Cooling Techniques Boost Efficiency

West Des Moines Community Schools' ad hoc data center was 15 years old, so Scott Crothers  had grown used to compensating for a lack of adequate cooling capacity and power monitoring tools. Everyone has a breaking point, though, and the network engineer hit his last summer when excessive temperatures suddenly knocked out half of his servers. Then, on a different day, an overloaded circuit took out another server and caused the Iowa school district to lose an external storage device.

“It was obvious that we had to do something,” Crothers recalls. “We hadn't experienced any permanent data loss because we had good backup policies in place, but we were definitely running the risk that something really bad might happen.”

Crothers and the school district's technology department upgraded its data center in June by modernizing the IT gear and installing a state-of-the-art cooling and power management system from Eaton Powerware, including rack-mounted power distribution units (PDUs), uninterruptible power supply (UPS) units, an extended battery module tower and an onsite gold maintenance plan.

The solution affords Crothers the kind of control and transparency he needs to run his data center as efficiently as possible and enables reliable 24x7 data center operations.

For example, software that comes with the Eaton gear monitors power performance and can pinpoint where energy is being used most efficiently (or, conversely, where it's being wasted). The IT team can instantly determine – rather than just guess – exactly how many servers a circuit can handle. The system rings an alarm if a battery is getting ready to fail. The temperature in the data center is managed and kept at optimum levels, even as energy costs are cut by up to 15 percent.

For Crothers, the most important benefit is that the system frees him to focus on his job as an IT administrator. “I just have peace of mind because I no longer have to worry constantly about whether my data center is going to stay up and running,” he says. “It just hums along now without nearly as much effort on our part, and I know my customers and staff have what they need to do their job when they need to do it.”

Modernization Efforts

Crothers' decision to upgrade is hardly unique. Many K–12 IT administrators now face a Catch-22: They are asked to implement increasingly demanding IT hardware and software, but must do so within an electrical and mechanical infrastructure that is too outdated to support the new equipment.

This situation runs the risk of equipment damage and failure, and the power costs are becoming overwhelming, says David Cappuccio, managing vice president for data center strategies at Gartner.

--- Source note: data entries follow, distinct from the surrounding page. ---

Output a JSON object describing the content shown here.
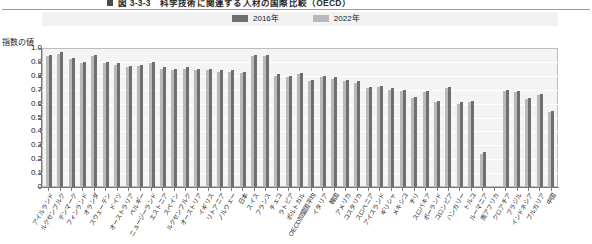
{
  "figure": {
    "title": "図 3-3-3　科学技術に関連する人材の国際比較（OECD）",
    "title_marker": "square-marker"
  },
  "legend": {
    "position": "top-center",
    "items": [
      {
        "label": "2016年",
        "color": "#6f6f6f"
      },
      {
        "label": "2022年",
        "color": "#b9b9b9"
      }
    ]
  },
  "axis": {
    "ylabel": "指数の値",
    "yticks": [
      "1.0",
      "0.9",
      "0.8",
      "0.7",
      "0.6",
      "0.5",
      "0.4",
      "0.3",
      "0.2",
      "0.1",
      "0"
    ]
  },
  "chart_data": {
    "type": "bar",
    "title": "図 3-3-3　科学技術に関連する人材の国際比較（OECD）",
    "xlabel": "",
    "ylabel": "指数の値",
    "ylim": [
      0,
      1.0
    ],
    "grid": true,
    "legend_position": "top-center",
    "categories": [
      "アイルランド",
      "ルクセンブルク",
      "デンマーク",
      "フィンランド",
      "オランダ",
      "スウェーデン",
      "ドイツ",
      "オーストラリア",
      "ベルギー",
      "ニュージーランド",
      "エストニア",
      "スペイン",
      "ルクセンブルク",
      "オーストリア",
      "イギリス",
      "リトアニア",
      "ノルウェー",
      "日本",
      "スイス",
      "フランス",
      "チェコ",
      "ラトビア",
      "ポルトガル",
      "OECD加盟国平均",
      "イタリア",
      "韓国",
      "アメリカ",
      "コスタリカ",
      "スロベニア",
      "アイスランド",
      "ギリシャ",
      "メキシコ",
      "チリ",
      "スロバキア",
      "ポーランド",
      "コロンビア",
      "ハンガリー",
      "トルコ",
      "ルーマニア",
      "南アフリカ",
      "クロアチア",
      "ブラジル",
      "インドネシア",
      "ブルガリア",
      "中国"
    ],
    "series": [
      {
        "name": "2016年",
        "color": "#6f6f6f",
        "values": [
          0.95,
          0.97,
          0.93,
          0.9,
          0.95,
          0.9,
          0.89,
          0.87,
          0.88,
          0.9,
          0.86,
          0.85,
          0.86,
          0.85,
          0.85,
          0.84,
          0.84,
          0.83,
          0.95,
          0.95,
          0.81,
          0.8,
          0.82,
          0.77,
          0.8,
          0.79,
          0.77,
          0.76,
          0.72,
          0.73,
          0.71,
          0.7,
          0.65,
          0.69,
          0.62,
          0.72,
          0.61,
          0.62,
          0.25,
          0.0,
          0.7,
          0.69,
          0.64,
          0.67,
          0.55
        ]
      },
      {
        "name": "2022年",
        "color": "#b9b9b9",
        "values": [
          0.94,
          0.96,
          0.92,
          0.89,
          0.94,
          0.89,
          0.88,
          0.86,
          0.87,
          0.89,
          0.85,
          0.84,
          0.85,
          0.84,
          0.84,
          0.83,
          0.83,
          0.82,
          0.94,
          0.94,
          0.8,
          0.79,
          0.81,
          0.76,
          0.79,
          0.78,
          0.76,
          0.75,
          0.71,
          0.72,
          0.7,
          0.69,
          0.64,
          0.68,
          0.61,
          0.71,
          0.6,
          0.61,
          0.24,
          0.0,
          0.69,
          0.68,
          0.63,
          0.66,
          0.54
        ]
      }
    ],
    "bar_heights": [
      0.95,
      0.97,
      0.93,
      0.9,
      0.95,
      0.9,
      0.89,
      0.87,
      0.88,
      0.9,
      0.86,
      0.85,
      0.86,
      0.85,
      0.85,
      0.84,
      0.84,
      0.83,
      0.95,
      0.95,
      0.81,
      0.8,
      0.82,
      0.77,
      0.8,
      0.79,
      0.77,
      0.76,
      0.72,
      0.73,
      0.71,
      0.7,
      0.65,
      0.69,
      0.62,
      0.72,
      0.61,
      0.62,
      0.25,
      0.0,
      0.7,
      0.69,
      0.64,
      0.67,
      0.55
    ]
  }
}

The “green” revolution has spurred organizations to look at boosting the energy efficiency of power, cooling and air distribution systems within data centers, Cappuccio says. “People are now realizing that if you address that underlying equipment effectively, you can reduce energy consumption anywhere from 15 to 30 percent, without even touching the IT infrastructure,” he explains.

12%
Percentage of data center operations costs consumed by power and cooling in 2010, the fastest growing cost for data center operations

Source: Gartner

That has certainly been the case for the Northern Lebanon School District in Fredericksburg, Pa. Like West Des Moines, this small school district had also experienced overheating and failure issues that were negatively affecting the IT team's ability to effectively support school operations and computing.

Keith Kemmerling, a technical assistant, says that the school chose to upgrade its data center a few years ago, implementing an APC InRow SC cooling system and a Symmetra power management system. The fix has dramatically improved the data center's efficiency and reliability and freed him up to serve customers.

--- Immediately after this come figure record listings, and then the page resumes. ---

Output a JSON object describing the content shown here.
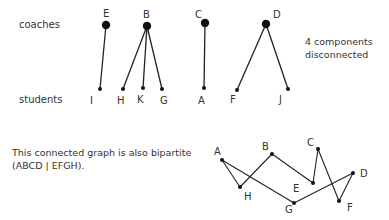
{
  "top": {
    "row_labels": {
      "coaches": "coaches",
      "students": "students"
    },
    "note_lines": [
      "4 components",
      "disconnected"
    ],
    "components": [
      {
        "coach": "E",
        "students": [
          "I"
        ]
      },
      {
        "coach": "B",
        "students": [
          "H",
          "K",
          "G"
        ]
      },
      {
        "coach": "C",
        "students": [
          "A"
        ]
      },
      {
        "coach": "D",
        "students": [
          "F",
          "J"
        ]
      }
    ],
    "node_labels": {
      "E": "E",
      "B": "B",
      "C": "C",
      "D": "D",
      "I": "I",
      "H": "H",
      "K": "K",
      "G": "G",
      "A": "A",
      "F": "F",
      "J": "J"
    }
  },
  "bottom": {
    "caption_lines": [
      "This connected graph is also bipartite",
      "(ABCD | EFGH)."
    ],
    "node_labels": {
      "A": "A",
      "B": "B",
      "C": "C",
      "D": "D",
      "E": "E",
      "F": "F",
      "G": "G",
      "H": "H"
    },
    "edges": [
      [
        "A",
        "H"
      ],
      [
        "A",
        "G"
      ],
      [
        "H",
        "B"
      ],
      [
        "B",
        "E"
      ],
      [
        "E",
        "C"
      ],
      [
        "C",
        "F"
      ],
      [
        "F",
        "D"
      ],
      [
        "D",
        "G"
      ]
    ]
  },
  "colors": {
    "ink": "#222222",
    "text": "#333333"
  }
}
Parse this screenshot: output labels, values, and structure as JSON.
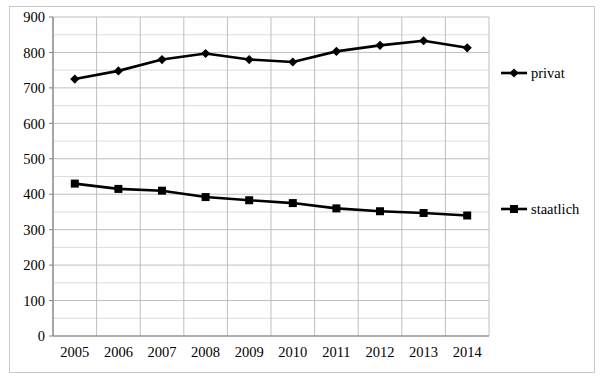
{
  "chart_data": {
    "type": "line",
    "title": "",
    "subtitle": "",
    "xlabel": "",
    "ylabel": "",
    "categories": [
      "2005",
      "2006",
      "2007",
      "2008",
      "2009",
      "2010",
      "2011",
      "2012",
      "2013",
      "2014"
    ],
    "series": [
      {
        "name": "privat",
        "marker": "diamond",
        "color": "#000000",
        "values": [
          725,
          748,
          780,
          797,
          780,
          773,
          803,
          820,
          833,
          813
        ]
      },
      {
        "name": "staatlich",
        "marker": "square",
        "color": "#000000",
        "values": [
          430,
          415,
          410,
          392,
          383,
          375,
          360,
          352,
          347,
          340
        ]
      }
    ],
    "ylim": [
      0,
      900
    ],
    "ytick_step": 100,
    "yticks": [
      "0",
      "100",
      "200",
      "300",
      "400",
      "500",
      "600",
      "700",
      "800",
      "900"
    ],
    "minor_gridline_step": 50,
    "grid": true,
    "grid_color": "#b3b3b3",
    "axis_color": "#7f7f7f",
    "legend_position": "right",
    "legend": [
      {
        "label": "privat",
        "marker": "diamond"
      },
      {
        "label": "staatlich",
        "marker": "square"
      }
    ],
    "border_color": "#c9c9c9",
    "background": "#ffffff"
  }
}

“With this solution, there's a comfort level that I get because I can go in and immediately know what's going on with my data center,” Kemmerling says. “I have these management tools and reports that let me know immediately if there are power glitches or if anything is getting close to failing.”
 
For a K–12 school, especially a small one with budget constraints, this type of efficiency and reliability is critical to IT success, Kemmerling notes. “We have a small staff and a lot on our plate, and we can't go out and add people just to manage servers and switches and power in our data center.”